Speaking to Scotland’s The Nine, she recalled: “When we arrived in Euston station, Fiona would be due her insulin, so I took her to the ladies loo to give her the jab.

“I thought as I was in there that the equipment we used was incredibly primitive. You had a glass syringe with a steel needle that you sent away to get sharpened and you had to boil them up on the stove, and keep them in a flask.

“We’re taking this out and drawing insulin out of a glass vial or bottle – it was pretty brutal. I thought that this was medieval, there must be a better way.”

From there, she developed the idea with Dr John Ireland and Dr John Paton while working at the Southern General hospital in Glasgow in 1978.

She added: “I was working alongside John Ireland but neither of us had the skills to make a metering device so we recruited John Paton – he came up with the device that was like a biro pen, where if you pushed the button on the end you would have two units [of insulin].”

In 1981 trials of the pen began, and within two years the world’s first commercial insulin pen – Penject – was released onto the market.

It has since become a commonly used method of taking insulin, and continues to be used to this day, alongside more modern inventions such as insulin pumps.

Dr Reith said that she knew from the start the idea had “tremendous potential” to make life easier for people with diabetes.

Those with type 1 diabetes cannot produce insulin naturally, and are reliant on a number of injections each day to make up the shortfall.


> **Task statement**
Search the records for the word "JSON" and pick out every line that has it.

Given data Start Marker

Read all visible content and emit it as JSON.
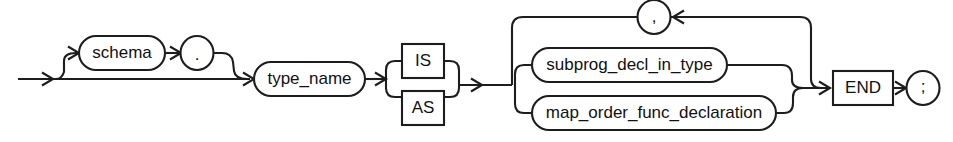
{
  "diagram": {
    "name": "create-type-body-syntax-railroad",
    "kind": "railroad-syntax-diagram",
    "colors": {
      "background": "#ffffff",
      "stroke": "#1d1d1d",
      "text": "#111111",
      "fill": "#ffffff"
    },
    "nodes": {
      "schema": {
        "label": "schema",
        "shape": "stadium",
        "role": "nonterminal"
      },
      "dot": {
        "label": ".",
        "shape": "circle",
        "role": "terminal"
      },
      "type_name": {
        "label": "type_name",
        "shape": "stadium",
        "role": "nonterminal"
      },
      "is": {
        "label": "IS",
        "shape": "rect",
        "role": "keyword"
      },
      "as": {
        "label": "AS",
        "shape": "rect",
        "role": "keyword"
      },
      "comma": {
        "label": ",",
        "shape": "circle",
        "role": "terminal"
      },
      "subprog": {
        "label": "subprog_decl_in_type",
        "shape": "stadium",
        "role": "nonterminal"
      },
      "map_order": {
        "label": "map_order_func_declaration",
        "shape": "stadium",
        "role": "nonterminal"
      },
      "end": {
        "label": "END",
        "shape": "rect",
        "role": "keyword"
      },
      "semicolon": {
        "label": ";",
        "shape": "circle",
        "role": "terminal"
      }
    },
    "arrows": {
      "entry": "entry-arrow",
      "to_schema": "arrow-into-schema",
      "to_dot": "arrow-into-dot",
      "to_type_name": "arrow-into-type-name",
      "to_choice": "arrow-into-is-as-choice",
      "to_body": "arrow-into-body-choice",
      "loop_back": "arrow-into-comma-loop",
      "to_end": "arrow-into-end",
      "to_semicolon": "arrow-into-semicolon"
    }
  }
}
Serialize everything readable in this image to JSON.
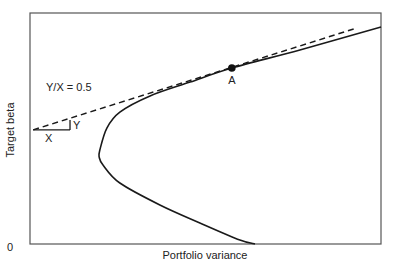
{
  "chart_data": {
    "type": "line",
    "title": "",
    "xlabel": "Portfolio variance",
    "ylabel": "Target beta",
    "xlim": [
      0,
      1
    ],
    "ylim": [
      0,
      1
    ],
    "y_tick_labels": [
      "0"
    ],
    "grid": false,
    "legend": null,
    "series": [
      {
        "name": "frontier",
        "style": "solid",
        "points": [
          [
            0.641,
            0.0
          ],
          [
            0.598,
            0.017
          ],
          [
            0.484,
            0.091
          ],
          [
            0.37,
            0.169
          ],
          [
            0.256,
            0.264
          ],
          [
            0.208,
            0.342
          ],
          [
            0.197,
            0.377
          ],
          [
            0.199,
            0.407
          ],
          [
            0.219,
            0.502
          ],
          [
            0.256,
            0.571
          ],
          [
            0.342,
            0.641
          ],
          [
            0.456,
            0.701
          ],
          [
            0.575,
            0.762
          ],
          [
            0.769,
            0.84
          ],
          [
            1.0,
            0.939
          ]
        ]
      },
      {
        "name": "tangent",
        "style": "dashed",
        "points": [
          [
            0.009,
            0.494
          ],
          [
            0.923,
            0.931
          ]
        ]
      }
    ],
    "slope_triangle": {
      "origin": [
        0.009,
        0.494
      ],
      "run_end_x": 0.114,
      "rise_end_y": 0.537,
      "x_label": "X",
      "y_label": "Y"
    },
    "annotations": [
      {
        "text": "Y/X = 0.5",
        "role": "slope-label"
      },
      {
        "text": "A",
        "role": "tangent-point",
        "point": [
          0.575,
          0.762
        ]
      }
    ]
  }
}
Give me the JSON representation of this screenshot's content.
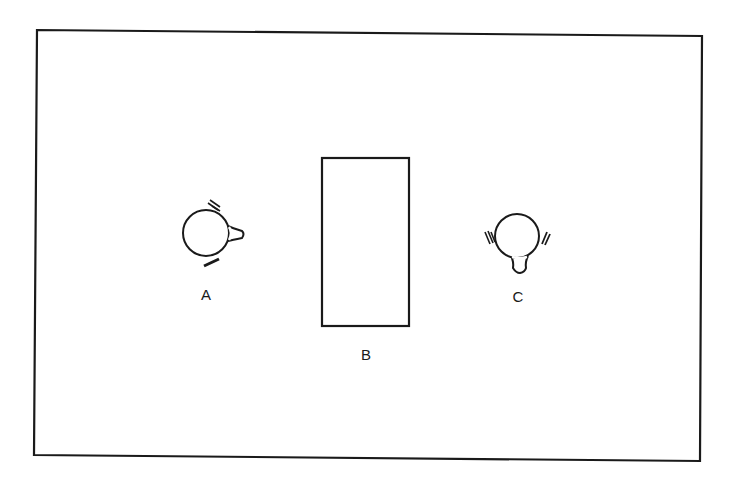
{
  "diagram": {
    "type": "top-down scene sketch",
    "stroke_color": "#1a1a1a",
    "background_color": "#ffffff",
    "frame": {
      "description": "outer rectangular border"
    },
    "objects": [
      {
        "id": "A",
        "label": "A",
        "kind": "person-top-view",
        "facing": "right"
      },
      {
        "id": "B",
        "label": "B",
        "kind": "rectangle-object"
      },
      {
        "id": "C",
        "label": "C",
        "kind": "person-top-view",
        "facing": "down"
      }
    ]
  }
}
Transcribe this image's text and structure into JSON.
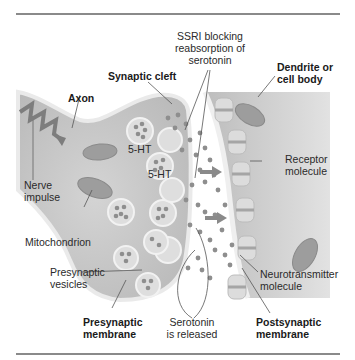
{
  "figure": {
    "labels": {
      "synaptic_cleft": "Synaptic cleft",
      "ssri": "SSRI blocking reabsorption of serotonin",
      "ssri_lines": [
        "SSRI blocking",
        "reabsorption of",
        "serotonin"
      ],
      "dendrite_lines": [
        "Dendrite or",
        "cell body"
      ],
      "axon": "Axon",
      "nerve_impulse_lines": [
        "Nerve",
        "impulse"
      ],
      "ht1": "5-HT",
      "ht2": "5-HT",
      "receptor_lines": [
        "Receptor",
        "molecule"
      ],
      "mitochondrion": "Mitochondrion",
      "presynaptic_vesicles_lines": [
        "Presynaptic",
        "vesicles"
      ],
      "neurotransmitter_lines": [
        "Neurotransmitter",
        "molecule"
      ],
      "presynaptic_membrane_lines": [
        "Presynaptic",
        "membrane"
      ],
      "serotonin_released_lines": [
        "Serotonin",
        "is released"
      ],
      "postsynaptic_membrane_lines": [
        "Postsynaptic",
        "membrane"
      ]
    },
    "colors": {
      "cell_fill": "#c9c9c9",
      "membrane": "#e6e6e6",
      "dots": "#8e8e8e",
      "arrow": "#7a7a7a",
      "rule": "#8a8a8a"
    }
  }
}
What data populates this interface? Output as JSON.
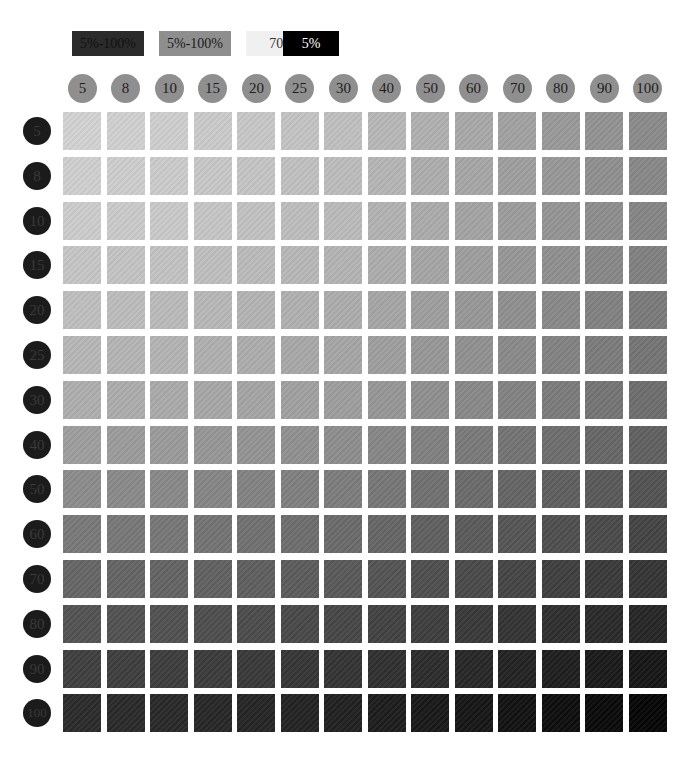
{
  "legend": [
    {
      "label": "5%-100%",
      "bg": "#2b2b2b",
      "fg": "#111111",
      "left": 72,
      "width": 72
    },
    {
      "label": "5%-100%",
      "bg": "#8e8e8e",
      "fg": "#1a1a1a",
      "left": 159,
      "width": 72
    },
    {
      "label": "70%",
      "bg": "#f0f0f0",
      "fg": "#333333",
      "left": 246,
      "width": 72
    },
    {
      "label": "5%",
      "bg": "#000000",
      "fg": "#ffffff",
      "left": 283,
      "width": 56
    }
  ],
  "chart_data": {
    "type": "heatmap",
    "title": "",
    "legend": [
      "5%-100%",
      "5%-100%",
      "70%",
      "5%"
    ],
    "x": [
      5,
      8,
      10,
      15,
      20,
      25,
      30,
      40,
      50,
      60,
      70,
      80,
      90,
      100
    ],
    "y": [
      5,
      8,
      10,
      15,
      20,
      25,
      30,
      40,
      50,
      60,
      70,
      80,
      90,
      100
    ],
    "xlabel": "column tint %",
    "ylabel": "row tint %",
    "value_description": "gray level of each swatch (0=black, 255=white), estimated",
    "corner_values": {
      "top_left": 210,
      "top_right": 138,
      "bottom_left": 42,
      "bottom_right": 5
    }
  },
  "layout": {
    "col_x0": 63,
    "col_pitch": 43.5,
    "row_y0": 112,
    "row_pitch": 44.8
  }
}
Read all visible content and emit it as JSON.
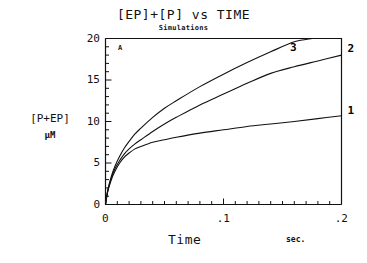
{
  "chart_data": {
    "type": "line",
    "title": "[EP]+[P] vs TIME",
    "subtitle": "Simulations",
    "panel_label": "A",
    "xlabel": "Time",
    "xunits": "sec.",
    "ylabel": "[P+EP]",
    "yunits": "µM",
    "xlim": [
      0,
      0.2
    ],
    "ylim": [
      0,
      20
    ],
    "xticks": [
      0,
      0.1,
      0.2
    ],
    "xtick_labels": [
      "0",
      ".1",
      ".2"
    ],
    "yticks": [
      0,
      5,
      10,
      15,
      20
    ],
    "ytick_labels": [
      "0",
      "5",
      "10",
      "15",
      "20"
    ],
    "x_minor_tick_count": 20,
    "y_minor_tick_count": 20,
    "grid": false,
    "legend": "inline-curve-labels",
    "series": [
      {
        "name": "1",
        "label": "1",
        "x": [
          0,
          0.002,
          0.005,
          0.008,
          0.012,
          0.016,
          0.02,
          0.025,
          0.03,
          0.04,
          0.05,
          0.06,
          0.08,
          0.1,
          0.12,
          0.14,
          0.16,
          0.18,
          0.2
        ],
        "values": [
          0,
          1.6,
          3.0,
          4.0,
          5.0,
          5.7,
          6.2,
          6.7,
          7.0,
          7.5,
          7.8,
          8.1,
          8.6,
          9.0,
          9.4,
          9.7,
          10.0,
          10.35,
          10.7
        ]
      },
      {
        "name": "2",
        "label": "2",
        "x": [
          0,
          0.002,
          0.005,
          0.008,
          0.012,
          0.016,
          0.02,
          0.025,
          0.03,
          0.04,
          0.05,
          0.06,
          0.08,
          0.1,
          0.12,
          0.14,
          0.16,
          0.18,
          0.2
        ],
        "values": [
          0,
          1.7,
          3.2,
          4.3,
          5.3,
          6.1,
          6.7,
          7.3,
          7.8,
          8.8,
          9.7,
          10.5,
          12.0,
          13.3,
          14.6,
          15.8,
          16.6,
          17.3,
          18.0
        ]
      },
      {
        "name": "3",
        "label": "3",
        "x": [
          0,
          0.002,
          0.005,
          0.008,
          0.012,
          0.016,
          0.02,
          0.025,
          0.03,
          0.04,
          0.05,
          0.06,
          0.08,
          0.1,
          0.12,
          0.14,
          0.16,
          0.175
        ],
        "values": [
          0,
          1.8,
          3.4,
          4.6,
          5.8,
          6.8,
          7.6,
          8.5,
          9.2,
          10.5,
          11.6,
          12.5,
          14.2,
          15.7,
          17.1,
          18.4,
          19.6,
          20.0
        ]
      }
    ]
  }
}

Given data End Marker

> **Exercise solution**
Read all visible content and emit it as JSON.
Serialize everything readable in this image to JSON.
Give me the JSON representation of this screenshot's content.
Transcribe this image's text and structure into JSON.
What data populates this interface? Output as JSON.
Read all visible content and emit it as JSON.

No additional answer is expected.